> Task brief
Give again the entries below exactly, beginning at the first line and ending at the line with "Task: Click on".

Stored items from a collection

◇ ◇ ◇

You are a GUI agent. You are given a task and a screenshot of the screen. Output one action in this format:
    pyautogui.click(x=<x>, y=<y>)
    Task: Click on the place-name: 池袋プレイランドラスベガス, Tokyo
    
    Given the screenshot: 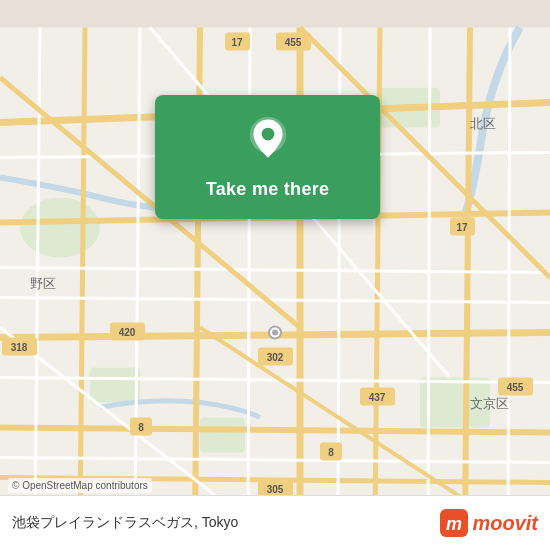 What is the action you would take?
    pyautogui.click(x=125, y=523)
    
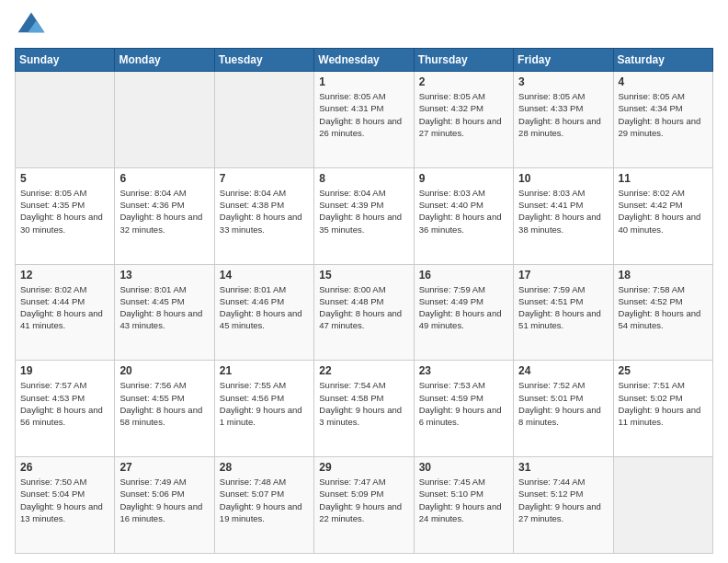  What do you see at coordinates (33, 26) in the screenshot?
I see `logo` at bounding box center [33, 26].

◇ ◇ ◇

> Written answer
You are a GUI agent. You are given a task and a screenshot of the screen. Output one action in this format:
    pyautogui.click(x=<x>, y=<y>)
    Task: Click on the place-name: 池袋プレイランドラスベガス, Tokyo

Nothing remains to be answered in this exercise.